2020s

  • All Quiet on the Western Front (2022)

    All Quiet on the Western Front (2022)

    The violent sounds of battle may be confronting to hear, but in Edward Berger’s take on All Quiet on the Western Front, the true tragedy of war emerges in the still, lifeless aftermath where grief is born, painting out World War I’s carnage in scenes of harrowing beauty, and centring a group of traumatised German…

  • The Fabelmans (2022)

    The Fabelmans (2022)

    Despite the odd flash of visual inspiration and dissection of cinema’s raw power, The Fabelmans is not so interested in pushing formal boundaries than offering a pure insight into the youth of its own director, Steven Spielberg, whose memories, fears, and passions eloquently flow through what is his most personal film yet.
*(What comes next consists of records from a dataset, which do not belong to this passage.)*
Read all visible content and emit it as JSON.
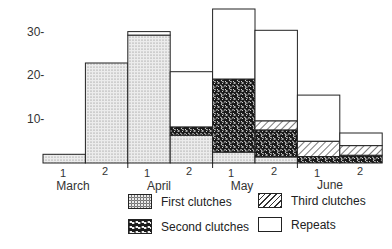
{
  "chart_data": {
    "type": "bar",
    "stacked": true,
    "title": "",
    "xlabel": "",
    "ylabel": "",
    "ylim": [
      0,
      36
    ],
    "yticks": [
      10,
      20,
      30
    ],
    "ytick_labels": [
      "10-",
      "20-",
      "30-"
    ],
    "grid": false,
    "legend_position": "bottom-right",
    "categories": [
      "March 1",
      "March 2",
      "April 1",
      "April 2",
      "May 1",
      "May 2",
      "June 1",
      "June 2"
    ],
    "period_labels": [
      "1",
      "2",
      "1",
      "2",
      "1",
      "2",
      "1",
      "2"
    ],
    "months": [
      "March",
      "April",
      "May",
      "June"
    ],
    "series": [
      {
        "name": "First clutches",
        "pattern": "stipple",
        "values": [
          2,
          23,
          29.4,
          6.4,
          2.5,
          1.4,
          0,
          0
        ]
      },
      {
        "name": "Second clutches",
        "pattern": "mottled",
        "values": [
          0,
          0,
          0,
          1.9,
          16.8,
          6.2,
          1.5,
          1.8
        ]
      },
      {
        "name": "Third clutches",
        "pattern": "hatched",
        "values": [
          0,
          0,
          0,
          0,
          0,
          2.1,
          3.5,
          2.2
        ]
      },
      {
        "name": "Repeats",
        "pattern": "blank",
        "values": [
          0,
          0,
          0.8,
          12.7,
          16.1,
          20.8,
          10.6,
          2.9
        ]
      }
    ],
    "totals": [
      2,
      23,
      30.2,
      21,
      35.4,
      30.5,
      15.6,
      6.9
    ]
  },
  "legend": [
    {
      "label": "First clutches"
    },
    {
      "label": "Second clutches"
    },
    {
      "label": "Third clutches"
    },
    {
      "label": "Repeats"
    }
  ]
}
  • The Banshees of Inisherin (2022)

    The Banshees of Inisherin (2022)

    Whether it through deathly omens or visceral threats, violence in The Banshees of Inisherin never comes without warning, as Martin McDonagh powerfully settles an air of dread over a rural Irish community on the outskirts of civil war where his darkly comical fable of petty feuds and broken brotherhood unfurls.

  • Avatar: The Way of Water (2022)

    Avatar: The Way of Water (2022)

    The sentimental heart of Avatar: The Way of Water is not lost in Cameron’s ingenious, visual invention, but rather melds with its spectacle to sweep us away on waves of transcendent wonder, spectacularly building the world of Pandora out into alien islands and sentient reefs where we are left to marvel at the remarkable abnormality…

  • Guillermo del Toro’s Pinocchio (2022)

    Guillermo del Toro’s Pinocchio (2022)

    Guillermo del Toro’s foray into gorgeous stop-motion animation is perfectly suited the Italian fable of Pinocchio, though true to his darkly monstrous obsessions, this interpretation is haunted by a tragic existentialism, using the historical setting of fascist Italy to frame questions around fatherhood, blind obedience, and the value of fleeting mortality.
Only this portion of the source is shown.